Lim's new collection for girls, Kid by Phillip Lim, mirrors his ready-to-wear line almost down to the pleat.

“It's the first time a line has been so literally inspired by the adult collection,'' says Tracy Edwards, a vice-president at Barneys New York, which carries the collection. “It's fresh and so up to date with what was happening in adult fashion,'' she adds.

Specific aesthetic

For fall, Lim is offering structural pea coats, tunic dresses with massive bows, pleated and cuffed shorts and belted sweaters, for $55 to $325 (Dh202 to Dh1,194).

“With this generation of new-age baby-boomers, even though they have a kid now, they still have a specific aesthetic,'' Lim says, “and it relates to their whole life — the type of car they drive, the shoes they wear.

“I was thinking that when they dress their child, they want something tasteful, something fun and interesting.''

Lisa Kline, who owns four boutiques and one kids' store, said sales at her kids' store are outpacing the others.

Kline added that her sales staff use the mania about celebrity kids as a selling tool, pointing out which Kingsley shirt Maddox Jolie-Pitt was recently seen in. “People care about that stuff,'' she says.

The media coverage has “just created a bigger push and demand for shrunken-down adult clothing'', said Serge Azria, designer for contemporary women's line Joie, which recently debuted kids' and tween collections that sell at Barneys New York and Lisa Kline Kids.

The Suri effect

These tots might not be moving $3,000 (Dh11,019) Balenciaga bags but after Tom Cruise's chubby-cheeked daughter Suri, who was recently fitted for a pair of custom Christian Louboutin shoes, was seen in a belted Burberry dress, the house's signature nova check plaid started popping up on kids all over Los Angeles.

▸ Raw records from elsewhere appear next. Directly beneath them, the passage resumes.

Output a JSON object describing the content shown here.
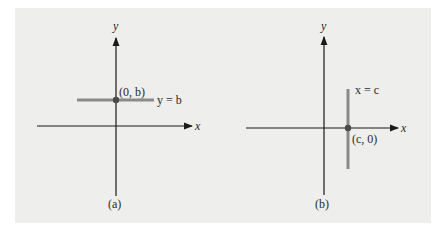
{
  "figure": {
    "panels": [
      {
        "caption": "(a)",
        "x_axis_label": "x",
        "y_axis_label": "y",
        "point_label": "(0, b)",
        "line_label": "y = b",
        "line_type": "horizontal"
      },
      {
        "caption": "(b)",
        "x_axis_label": "x",
        "y_axis_label": "y",
        "point_label": "(c, 0)",
        "line_label": "x = c",
        "line_type": "vertical"
      }
    ],
    "colors": {
      "background": "#eeeeec",
      "axis": "#1a1a1a",
      "line": "#8a8a8a",
      "point": "#4a4a4a"
    }
  }
}
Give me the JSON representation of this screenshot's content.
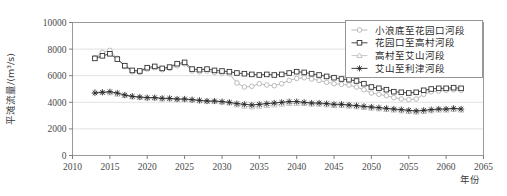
{
  "chart_data": {
    "type": "line",
    "title": "",
    "xlabel": "年份",
    "ylabel": "平滩流量/(m³/s)",
    "xlim": [
      2010,
      2065
    ],
    "ylim": [
      0,
      10000
    ],
    "xticks": [
      2010,
      2015,
      2020,
      2025,
      2030,
      2035,
      2040,
      2045,
      2050,
      2055,
      2060,
      2065
    ],
    "yticks": [
      0,
      2000,
      4000,
      6000,
      8000,
      10000
    ],
    "grid": true,
    "grid_axis": "y",
    "legend_position": "top-right",
    "x": [
      2013,
      2014,
      2015,
      2016,
      2017,
      2018,
      2019,
      2020,
      2021,
      2022,
      2023,
      2024,
      2025,
      2026,
      2027,
      2028,
      2029,
      2030,
      2031,
      2032,
      2033,
      2034,
      2035,
      2036,
      2037,
      2038,
      2039,
      2040,
      2041,
      2042,
      2043,
      2044,
      2045,
      2046,
      2047,
      2048,
      2049,
      2050,
      2051,
      2052,
      2053,
      2054,
      2055,
      2056,
      2057,
      2058,
      2059,
      2060,
      2061,
      2062
    ],
    "series": [
      {
        "name": "小浪底至花园口河段",
        "marker": "circle",
        "color": "#b3b3b3",
        "values": [
          7350,
          7750,
          7900,
          7300,
          6700,
          6300,
          6250,
          6500,
          6600,
          6450,
          6550,
          6750,
          6900,
          6350,
          6300,
          6350,
          6250,
          6200,
          6150,
          5450,
          5150,
          5200,
          5400,
          5300,
          5250,
          5400,
          5650,
          5800,
          5850,
          5750,
          5650,
          5500,
          5400,
          5350,
          5300,
          5150,
          4950,
          4700,
          4600,
          4500,
          4350,
          4250,
          4200,
          4250,
          4600,
          4800,
          4850,
          4900,
          4950,
          4900
        ]
      },
      {
        "name": "花园口至高村河段",
        "marker": "square",
        "color": "#333333",
        "values": [
          7300,
          7500,
          7650,
          7250,
          6750,
          6400,
          6350,
          6600,
          6700,
          6550,
          6650,
          6900,
          7000,
          6500,
          6450,
          6500,
          6400,
          6350,
          6300,
          6200,
          6150,
          6100,
          6050,
          6100,
          6050,
          6100,
          6200,
          6300,
          6250,
          6150,
          6050,
          5950,
          5850,
          5750,
          5700,
          5600,
          5400,
          5150,
          5050,
          4950,
          4800,
          4750,
          4700,
          4750,
          4900,
          5000,
          5050,
          5050,
          5100,
          5050
        ]
      },
      {
        "name": "高村至艾山河段",
        "marker": "triangle",
        "color": "#bfbfbf",
        "values": [
          4800,
          4750,
          4700,
          4600,
          4500,
          4400,
          4350,
          4300,
          4300,
          4250,
          4250,
          4200,
          4200,
          4150,
          4100,
          4050,
          4050,
          4000,
          3950,
          3800,
          3700,
          3650,
          3700,
          3750,
          3800,
          3850,
          3900,
          3900,
          3900,
          3850,
          3850,
          3800,
          3750,
          3750,
          3700,
          3650,
          3600,
          3550,
          3500,
          3450,
          3400,
          3350,
          3300,
          3250,
          3300,
          3350,
          3400,
          3400,
          3450,
          3400
        ]
      },
      {
        "name": "艾山至利津河段",
        "marker": "star",
        "color": "#2b2b2b",
        "values": [
          4700,
          4750,
          4800,
          4700,
          4550,
          4450,
          4400,
          4350,
          4350,
          4300,
          4300,
          4250,
          4250,
          4200,
          4150,
          4100,
          4100,
          4050,
          4000,
          3900,
          3850,
          3800,
          3850,
          3900,
          3950,
          4000,
          4050,
          4050,
          4000,
          3950,
          3950,
          3900,
          3850,
          3850,
          3800,
          3750,
          3700,
          3650,
          3600,
          3550,
          3500,
          3450,
          3400,
          3350,
          3400,
          3450,
          3500,
          3500,
          3550,
          3500
        ]
      }
    ]
  }
}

Eugenia Ulasewicz, president of Burberry in the Americas, couldn't gauge the Suri effect but overall characterises kids' sales as “very strong''.

And it might be naive to think that Suri and her pocket-sized pals, including the Beckham boys, aren't at least partially responsible.

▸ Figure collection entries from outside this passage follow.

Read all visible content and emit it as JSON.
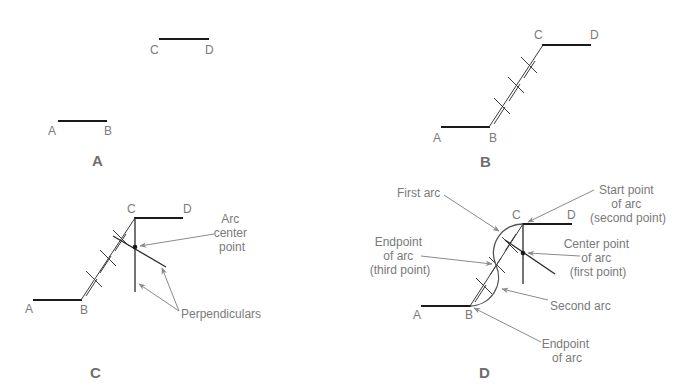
{
  "panels": {
    "a": {
      "caption": "A",
      "points": {
        "A": "A",
        "B": "B",
        "C": "C",
        "D": "D"
      }
    },
    "b": {
      "caption": "B",
      "points": {
        "A": "A",
        "B": "B",
        "C": "C",
        "D": "D"
      }
    },
    "c": {
      "caption": "C",
      "points": {
        "A": "A",
        "B": "B",
        "C": "C",
        "D": "D"
      },
      "callouts": {
        "arc_center": [
          "Arc",
          "center",
          "point"
        ],
        "perpendiculars": "Perpendiculars"
      }
    },
    "d": {
      "caption": "D",
      "points": {
        "A": "A",
        "B": "B",
        "C": "C",
        "D": "D"
      },
      "callouts": {
        "first_arc": "First arc",
        "start_point": [
          "Start point",
          "of arc",
          "(second point)"
        ],
        "endpoint_third": [
          "Endpoint",
          "of arc",
          "(third point)"
        ],
        "center_point": [
          "Center point",
          "of arc",
          "(first point)"
        ],
        "second_arc": "Second arc",
        "endpoint_arc": [
          "Endpoint",
          "of arc"
        ]
      }
    }
  },
  "colors": {
    "line": "#1a1a1a",
    "label": "#7a7a7a",
    "leader": "#8a8a8a",
    "caption": "#6e6e6e"
  }
}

After decades of licensing out its children's lines, Burberry is progressively bringing these collections in-house.

“Where we did have children's clothes, we saw there was a real customer appetite for our product,'' Ulasewicz says.

But what rational person pays $180 (Dh661) for a Burberry shirtdress or $150 (Dh551) for a Little Marc swing coat for a human being still working out how to twist the cap on a bottle?

Ali Froley, a mother of two who runs the Los Angeles office of the public relations company Bismarck Phillips Communications & Media, said buying expensive clothes that mimic adult fashion “is a waste of money and I think it's weird. It's freaky when mums have mini-mes running around.''

Living out fantasies

But for parents accustomed to keeping up with the Joneses, dressing their 4-year-olds in Tod's loafers and Chloe dresses is just another way to assert their style and affluence.

Also, kitting out your kids in designer duds is far cheaper than swathing yourself in Chloe.

“You can live out your fashion fantasies through your kids,'' says Meiler, who dissects duds worn by Shiloh Jolie-Pitt, Violet Affleck and other celebrity offspring for Life & Style.

“I don't look like her and nothing I put on is going to make me look like Gwen Stefani. But with kids, people can show their personalities,'' she says.

Splurge on tots

While women's national apparel sales have followed the economy downwards, kids' clothing sales have dipped less profoundly, according to the US-based retail research company, NDP Group.

And sales for infant-toddler clothes are the only clothing sector that's significantly up, from $14.7m (Dh54m) in March and April 2007 to $15.3m (Dh56m) in the same period this year.

At Pumpkinheads in Los Angeles, which stocks diminutive True Religion and J Brand jeans, sales are up by 12 per cent this year.

“I think the luxury market is almost unaffected by the economy,'' owner Jamara Ghalayini says. “Also, with the petrol prices and the economy, it seems like people are travelling less so have more money to spend on their kids''.